Medicaid, the government health insurance program for the poor, historically has required individuals to be both low-income and have no more than a few thousand dollars of available assets. Many degenerative medical conditions are beyond the means of low-income families, and spending all of their savings to take care of a sick spouse would leave the healthy spouse destitute in retirement. What’s the solution? “Medical divorce.”
With a medical divorce, a couple splits their assets so the sick spouse can spend out his or her share and qualify for Medicaid. The healthy spouse can keep his or her share, and be sustained in retirement that may be decades off. After the Affordable Care Act, researchers found that divorce went down by about 5.6 percent in the states that expanded Medicaid compared to the states that did not.
Join our dysfunctional family for this episode of Tell Me Something I Don’t Know on parenting, cousins, genealogy and more. Our panelists are:
Amy Chua, Yale law professor and author of Battle Hymn of the Tiger Mother, who sometimes doesn’t practice what she preaches.
Liza Donnelly, New Yorker cartoonist, whose ancestor coined the phrase, “Trenton makes, the world takes.”
Gary Gulman, comedian, who never had a home-game Thanksgiving growing up.
Our real-time fact-checker is A.J. Jacobs, author of the upcoming book It’s All Relative, who shares a very personal ailment with his ancestor.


#### WORK ITEM
Each entry below needs to be retyped exactly as given.

*** Begin section ***

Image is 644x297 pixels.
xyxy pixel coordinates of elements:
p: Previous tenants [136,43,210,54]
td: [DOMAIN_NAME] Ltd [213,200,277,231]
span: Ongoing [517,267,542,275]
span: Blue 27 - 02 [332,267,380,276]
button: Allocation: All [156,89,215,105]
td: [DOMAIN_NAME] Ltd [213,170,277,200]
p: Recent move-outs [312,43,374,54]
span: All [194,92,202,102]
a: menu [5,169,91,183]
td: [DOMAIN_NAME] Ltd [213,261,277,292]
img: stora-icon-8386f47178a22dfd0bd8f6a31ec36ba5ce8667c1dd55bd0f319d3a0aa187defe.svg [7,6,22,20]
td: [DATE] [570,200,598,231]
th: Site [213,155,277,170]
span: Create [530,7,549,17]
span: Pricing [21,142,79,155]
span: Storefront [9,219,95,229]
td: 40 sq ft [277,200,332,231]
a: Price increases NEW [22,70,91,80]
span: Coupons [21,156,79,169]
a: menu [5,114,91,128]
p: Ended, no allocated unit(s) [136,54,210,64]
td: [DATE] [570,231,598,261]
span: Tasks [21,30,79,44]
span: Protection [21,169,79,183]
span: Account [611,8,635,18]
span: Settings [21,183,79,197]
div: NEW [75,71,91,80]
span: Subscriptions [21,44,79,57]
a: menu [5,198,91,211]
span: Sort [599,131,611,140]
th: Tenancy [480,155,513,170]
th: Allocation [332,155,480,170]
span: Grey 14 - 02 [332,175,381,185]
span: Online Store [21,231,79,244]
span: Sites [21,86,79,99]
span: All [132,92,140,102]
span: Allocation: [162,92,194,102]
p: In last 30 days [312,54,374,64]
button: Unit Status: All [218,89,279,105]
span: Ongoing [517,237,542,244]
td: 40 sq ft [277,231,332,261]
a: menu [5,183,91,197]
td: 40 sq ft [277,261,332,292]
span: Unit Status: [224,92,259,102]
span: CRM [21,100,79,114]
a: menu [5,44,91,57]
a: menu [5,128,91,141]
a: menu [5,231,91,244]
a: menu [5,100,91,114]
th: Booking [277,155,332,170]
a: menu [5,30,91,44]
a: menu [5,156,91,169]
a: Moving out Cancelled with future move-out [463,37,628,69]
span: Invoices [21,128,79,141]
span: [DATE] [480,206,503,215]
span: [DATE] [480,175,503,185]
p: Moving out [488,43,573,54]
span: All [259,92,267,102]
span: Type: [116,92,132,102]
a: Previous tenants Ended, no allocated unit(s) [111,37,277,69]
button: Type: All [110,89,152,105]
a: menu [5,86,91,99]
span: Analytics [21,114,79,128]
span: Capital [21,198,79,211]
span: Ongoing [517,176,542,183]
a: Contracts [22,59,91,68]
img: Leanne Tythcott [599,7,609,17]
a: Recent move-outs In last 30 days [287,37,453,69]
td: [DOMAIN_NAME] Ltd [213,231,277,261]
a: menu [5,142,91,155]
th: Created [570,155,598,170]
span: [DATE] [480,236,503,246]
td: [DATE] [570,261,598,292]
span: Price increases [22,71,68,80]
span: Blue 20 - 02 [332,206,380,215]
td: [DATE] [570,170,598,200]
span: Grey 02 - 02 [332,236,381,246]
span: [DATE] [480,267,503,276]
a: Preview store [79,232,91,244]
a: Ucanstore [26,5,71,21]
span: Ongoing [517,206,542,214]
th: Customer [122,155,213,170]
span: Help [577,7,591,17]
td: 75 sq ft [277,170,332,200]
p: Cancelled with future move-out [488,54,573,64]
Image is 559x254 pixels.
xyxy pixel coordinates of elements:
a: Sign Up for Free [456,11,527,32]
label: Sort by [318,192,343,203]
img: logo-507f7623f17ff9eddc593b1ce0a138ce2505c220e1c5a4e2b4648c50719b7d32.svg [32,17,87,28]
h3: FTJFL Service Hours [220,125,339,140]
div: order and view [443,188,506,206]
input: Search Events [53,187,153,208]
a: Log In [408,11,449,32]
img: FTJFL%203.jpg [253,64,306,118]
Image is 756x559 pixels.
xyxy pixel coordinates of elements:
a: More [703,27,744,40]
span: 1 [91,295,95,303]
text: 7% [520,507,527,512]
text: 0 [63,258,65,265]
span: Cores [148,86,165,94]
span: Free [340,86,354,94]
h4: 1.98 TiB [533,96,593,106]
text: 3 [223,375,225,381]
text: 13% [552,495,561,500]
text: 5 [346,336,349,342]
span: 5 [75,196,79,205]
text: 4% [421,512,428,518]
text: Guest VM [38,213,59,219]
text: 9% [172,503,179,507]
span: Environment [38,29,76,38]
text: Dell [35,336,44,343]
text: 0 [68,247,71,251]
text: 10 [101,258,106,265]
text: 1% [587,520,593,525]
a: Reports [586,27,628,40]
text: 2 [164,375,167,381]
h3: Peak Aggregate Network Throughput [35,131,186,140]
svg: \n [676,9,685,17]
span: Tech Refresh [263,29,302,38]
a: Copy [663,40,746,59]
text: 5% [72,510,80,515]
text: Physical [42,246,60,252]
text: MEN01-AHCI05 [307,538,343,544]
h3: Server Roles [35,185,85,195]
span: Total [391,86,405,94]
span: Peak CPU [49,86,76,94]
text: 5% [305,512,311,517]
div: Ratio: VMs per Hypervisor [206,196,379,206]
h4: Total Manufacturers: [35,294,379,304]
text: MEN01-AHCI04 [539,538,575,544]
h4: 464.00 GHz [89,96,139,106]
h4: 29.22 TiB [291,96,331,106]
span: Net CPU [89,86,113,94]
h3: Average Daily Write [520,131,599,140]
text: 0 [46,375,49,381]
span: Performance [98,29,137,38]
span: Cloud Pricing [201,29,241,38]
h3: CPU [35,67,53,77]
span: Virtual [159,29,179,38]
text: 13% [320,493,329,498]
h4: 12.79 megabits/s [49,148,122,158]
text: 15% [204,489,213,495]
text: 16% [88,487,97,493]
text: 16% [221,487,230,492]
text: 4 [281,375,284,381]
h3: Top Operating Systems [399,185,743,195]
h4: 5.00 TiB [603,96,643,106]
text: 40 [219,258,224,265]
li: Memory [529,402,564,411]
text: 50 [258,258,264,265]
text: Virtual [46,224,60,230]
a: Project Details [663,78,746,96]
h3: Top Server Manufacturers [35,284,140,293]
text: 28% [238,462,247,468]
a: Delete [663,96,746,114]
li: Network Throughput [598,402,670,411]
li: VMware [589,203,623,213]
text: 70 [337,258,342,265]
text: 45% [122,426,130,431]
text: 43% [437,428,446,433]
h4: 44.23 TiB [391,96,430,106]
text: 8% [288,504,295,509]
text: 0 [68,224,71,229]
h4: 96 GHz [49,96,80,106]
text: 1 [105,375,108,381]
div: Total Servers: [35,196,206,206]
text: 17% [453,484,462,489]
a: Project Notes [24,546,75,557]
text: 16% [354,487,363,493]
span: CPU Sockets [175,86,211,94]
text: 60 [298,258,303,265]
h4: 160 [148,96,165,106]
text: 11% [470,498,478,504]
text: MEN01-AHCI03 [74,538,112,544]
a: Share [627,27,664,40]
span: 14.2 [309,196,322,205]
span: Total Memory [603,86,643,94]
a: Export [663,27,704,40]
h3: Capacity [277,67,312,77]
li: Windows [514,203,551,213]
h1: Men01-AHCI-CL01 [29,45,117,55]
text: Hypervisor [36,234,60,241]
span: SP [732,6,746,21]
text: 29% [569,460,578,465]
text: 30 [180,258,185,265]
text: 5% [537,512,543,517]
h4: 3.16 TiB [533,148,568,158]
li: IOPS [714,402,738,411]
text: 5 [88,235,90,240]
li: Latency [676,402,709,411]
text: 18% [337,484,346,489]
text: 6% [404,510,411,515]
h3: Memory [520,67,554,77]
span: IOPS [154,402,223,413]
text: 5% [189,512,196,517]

*** End section ***

#### OUTPUT FOR THIS EXERCISE
Image is 644x297 pixels.
xyxy pixel coordinates of elements:
p: Previous tenants [136,43,210,54]
td: [DOMAIN_NAME] Ltd [213,200,277,231]
span: Ongoing [517,267,542,275]
span: Blue 27 - 02 [332,267,380,276]
button: Allocation: All [156,89,215,105]
td: [DOMAIN_NAME] Ltd [213,170,277,200]
p: Recent move-outs [312,43,374,54]
span: All [194,92,202,102]
a: menu [5,169,91,183]
td: [DOMAIN_NAME] Ltd [213,261,277,292]
img: stora-icon-8386f47178a22dfd0bd8f6a31ec36ba5ce8667c1dd55bd0f319d3a0aa187defe.svg [7,6,22,20]
td: [DATE] [570,200,598,231]
th: Site [213,155,277,170]
span: Create [530,7,549,17]
span: Pricing [21,142,79,155]
span: Storefront [9,219,95,229]
td: 40 sq ft [277,200,332,231]
a: Price increases NEW [22,70,91,80]
span: Coupons [21,156,79,169]
a: menu [5,114,91,128]
p: Ended, no allocated unit(s) [136,54,210,64]
td: [DATE] [570,231,598,261]
span: Tasks [21,30,79,44]
span: Protection [21,169,79,183]
span: Account [611,8,635,18]
span: Settings [21,183,79,197]
div: NEW [75,71,91,80]
span: Subscriptions [21,44,79,57]
a: menu [5,198,91,211]
span: Sort [599,131,611,140]
th: Tenancy [480,155,513,170]
th: Allocation [332,155,480,170]
span: Grey 14 - 02 [332,175,381,185]
span: Online Store [21,231,79,244]
span: Sites [21,86,79,99]
span: All [132,92,140,102]
span: Allocation: [162,92,194,102]
p: In last 30 days [312,54,374,64]
button: Unit Status: All [218,89,279,105]
span: Ongoing [517,237,542,244]
td: 40 sq ft [277,231,332,261]
a: menu [5,183,91,197]
td: 40 sq ft [277,261,332,292]
span: Unit Status: [224,92,259,102]
span: CRM [21,100,79,114]
a: menu [5,44,91,57]
a: menu [5,128,91,141]
a: menu [5,231,91,244]
a: menu [5,100,91,114]
th: Booking [277,155,332,170]
a: menu [5,30,91,44]
a: menu [5,156,91,169]
a: Moving out Cancelled with future move-out [463,37,628,69]
span: Invoices [21,128,79,141]
span: [DATE] [480,206,503,215]
span: [DATE] [480,175,503,185]
p: Moving out [488,43,573,54]
span: All [259,92,267,102]
span: Type: [116,92,132,102]
a: Previous tenants Ended, no allocated unit(s) [111,37,277,69]
button: Type: All [110,89,152,105]
a: menu [5,86,91,99]
span: Analytics [21,114,79,128]
span: Capital [21,198,79,211]
span: Ongoing [517,176,542,183]
a: Contracts [22,59,91,68]
img: Leanne Tythcott [599,7,609,17]
a: Recent move-outs In last 30 days [287,37,453,69]
td: [DOMAIN_NAME] Ltd [213,231,277,261]
a: menu [5,142,91,155]
th: Created [570,155,598,170]
span: [DATE] [480,236,503,246]
td: [DATE] [570,261,598,292]
span: Price increases [22,71,68,80]
span: Blue 20 - 02 [332,206,380,215]
td: [DATE] [570,170,598,200]
span: Grey 02 - 02 [332,236,381,246]
span: [DATE] [480,267,503,276]
a: Preview store [79,232,91,244]
a: Ucanstore [26,5,71,21]
span: Ongoing [517,206,542,214]
th: Customer [122,155,213,170]
span: Help [577,7,591,17]
td: 75 sq ft [277,170,332,200]
p: Cancelled with future move-out [488,54,573,64]
Image is 559x254 pixels.
xyxy pixel coordinates of elements:
a: Sign Up for Free [456,11,527,32]
label: Sort by [318,192,343,203]
img: logo-507f7623f17ff9eddc593b1ce0a138ce2505c220e1c5a4e2b4648c50719b7d32.svg [32,17,87,28]
h3: FTJFL Service Hours [220,125,339,140]
div: order and view [443,188,506,206]
input: Search Events [53,187,153,208]
a: Log In [408,11,449,32]
img: FTJFL%203.jpg [253,64,306,118]
Image is 756x559 pixels.
xyxy pixel coordinates of elements:
a: More [703,27,744,40]
span: 1 [91,295,95,303]
text: 7% [520,507,527,512]
text: 0 [63,258,65,265]
span: Cores [148,86,165,94]
span: Free [340,86,354,94]
h4: 1.98 TiB [533,96,593,106]
text: 3 [223,375,225,381]
text: 13% [552,495,561,500]
text: 5 [346,336,349,342]
span: 5 [75,196,79,205]
text: 4% [421,512,428,518]
text: Guest VM [38,213,59,219]
text: 9% [172,503,179,507]
span: Environment [38,29,76,38]
text: Dell [35,336,44,343]
text: 0 [68,247,71,251]
text: 10 [101,258,106,265]
text: 1% [587,520,593,525]
a: Reports [586,27,628,40]
text: 2 [164,375,167,381]
h3: Peak Aggregate Network Throughput [35,131,186,140]
svg: \n [676,9,685,17]
span: Tech Refresh [263,29,302,38]
a: Copy [663,40,746,59]
text: 5% [72,510,80,515]
text: Physical [42,246,60,252]
text: MEN01-AHCI05 [307,538,343,544]
h3: Server Roles [35,185,85,195]
span: Total [391,86,405,94]
span: Peak CPU [49,86,76,94]
text: 5% [305,512,311,517]
div: Ratio: VMs per Hypervisor [206,196,379,206]
h4: Total Manufacturers: [35,294,379,304]
text: MEN01-AHCI04 [539,538,575,544]
h4: 464.00 GHz [89,96,139,106]
h4: 29.22 TiB [291,96,331,106]
span: Net CPU [89,86,113,94]
h3: Average Daily Write [520,131,599,140]
text: 0 [46,375,49,381]
span: Performance [98,29,137,38]
span: Cloud Pricing [201,29,241,38]
h3: CPU [35,67,53,77]
span: Virtual [159,29,179,38]
text: 13% [320,493,329,498]
h4: 12.79 megabits/s [49,148,122,158]
text: 15% [204,489,213,495]
text: 16% [88,487,97,493]
text: 16% [221,487,230,492]
text: 4 [281,375,284,381]
h3: Top Operating Systems [399,185,743,195]
h4: 5.00 TiB [603,96,643,106]
text: 40 [219,258,224,265]
li: Memory [529,402,564,411]
text: 50 [258,258,264,265]
text: Virtual [46,224,60,230]
a: Project Details [663,78,746,96]
h3: Top Server Manufacturers [35,284,140,293]
text: 28% [238,462,247,468]
a: Delete [663,96,746,114]
li: Network Throughput [598,402,670,411]
li: VMware [589,203,623,213]
text: 70 [337,258,342,265]
text: 45% [122,426,130,431]
text: 43% [437,428,446,433]
h4: 44.23 TiB [391,96,430,106]
text: 8% [288,504,295,509]
text: 0 [68,224,71,229]
h4: 96 GHz [49,96,80,106]
text: 1 [105,375,108,381]
div: Total Servers: [35,196,206,206]
text: 17% [453,484,462,489]
a: Project Notes [24,546,75,557]
text: 16% [354,487,363,493]
span: CPU Sockets [175,86,211,94]
text: 60 [298,258,303,265]
h4: 160 [148,96,165,106]
text: 11% [470,498,478,504]
text: MEN01-AHCI03 [74,538,112,544]
a: Share [627,27,664,40]
span: 14.2 [309,196,322,205]
span: Total Memory [603,86,643,94]
a: Export [663,27,704,40]
h3: Capacity [277,67,312,77]
li: Windows [514,203,551,213]
h1: Men01-AHCI-CL01 [29,45,117,55]
text: Hypervisor [36,234,60,241]
span: SP [732,6,746,21]
text: 29% [569,460,578,465]
text: 30 [180,258,185,265]
text: 5% [537,512,543,517]
h4: 3.16 TiB [533,148,568,158]
li: IOPS [714,402,738,411]
text: 5 [88,235,90,240]
li: Latency [676,402,709,411]
text: 18% [337,484,346,489]
text: 6% [404,510,411,515]
h3: Memory [520,67,554,77]
span: IOPS [154,402,223,413]
text: 5% [189,512,196,517]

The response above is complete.